Oswald Chambers emphasizes the importance of recognizing the sacredness of our relationship with God. By suggesting that we must metaphorically take off our 'religious shoes,' he implies that familiarity can breed complacency in our spiritual lives. It challenges us to reflect on whether we have genuinely engaged with the divine or merely gone through the motions of religious practice without true reverence.
In practice
In a sermon about the importance of reverence in worship.
Certainty is the mark of the commonsense life-gracious uncertainty is the mark of the spiritual life.
Never make the blunder of trying to forecast the way God is going to answer your prayer.
Service is the overflow which pours from a life filled with love and devotion. But strictly speaking, there is no call to that. Service is what I bring to the relationship and is the reflection of my identification with the nature of God.

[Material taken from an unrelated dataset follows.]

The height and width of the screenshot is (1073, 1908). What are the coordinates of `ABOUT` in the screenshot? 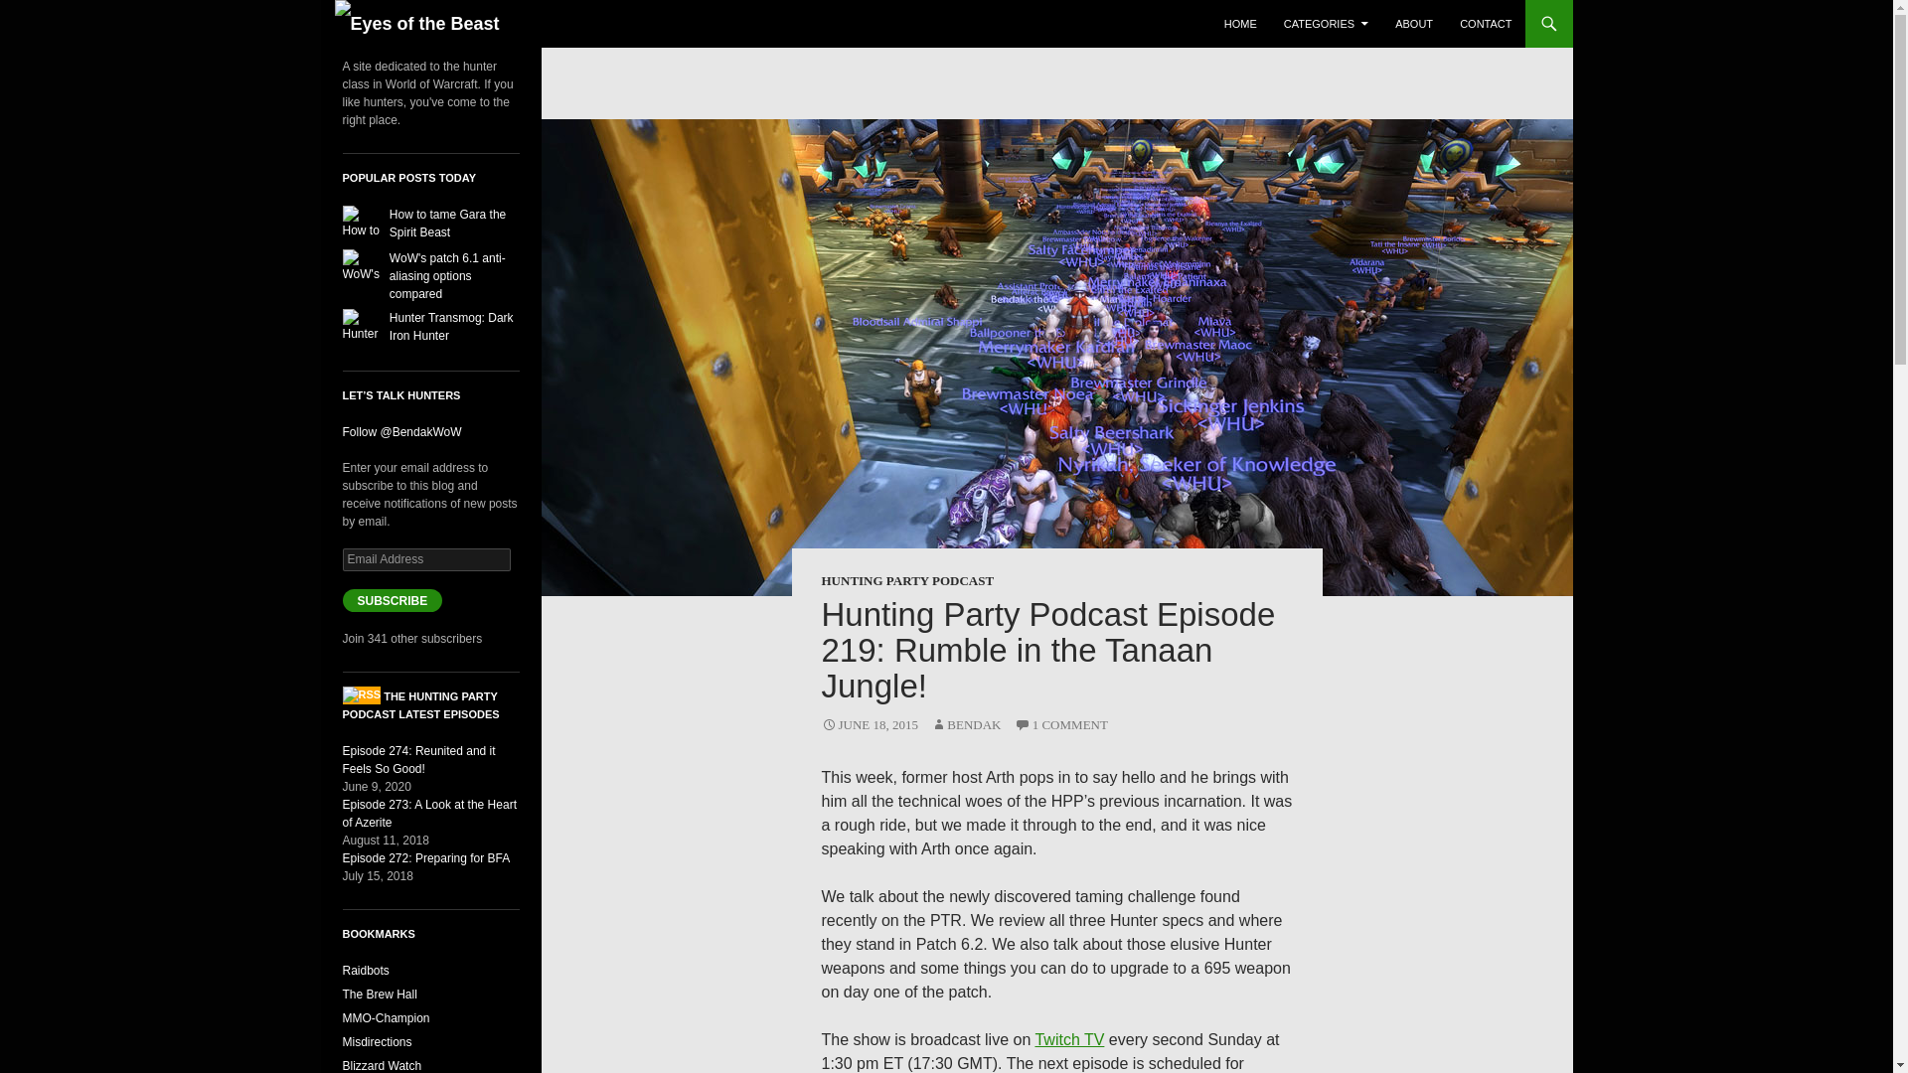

When we preach the love of God there is a danger of forgetting that the Bible reveals not first the love of God but the intense, blazing holiness of God, with His love at the center of that holiness.
It is much easier to do something than to trust in God; we mistake panic for inspiration.
Service is the overflow which pours from a life filled with love and devotion.
But the attitude of faith is to let go, and become open to truth, whatever it might turn out to be.
I'm in a period of growth and expansion. I'm taking long, hard looks at the world and what's happening in it, analyzing and thinking. I'm trying to become acquainted with the universe - with the part of it I occupy - and trying to settle, for myself, what my relationship with it is.
A well governed appetite is the greater part of liberty.
Tragedy is restful: and the reason is that hope, that foul, deceitful thing, has no part in it.
Solitude is independence. It had been my wish and with the years I had attained it. It was cold. Oh, cold enough! But it was also still, wonderfully still and vast like the cold stillness of space in which the stars revolve.
Every poem should remind the reader that they are going to die.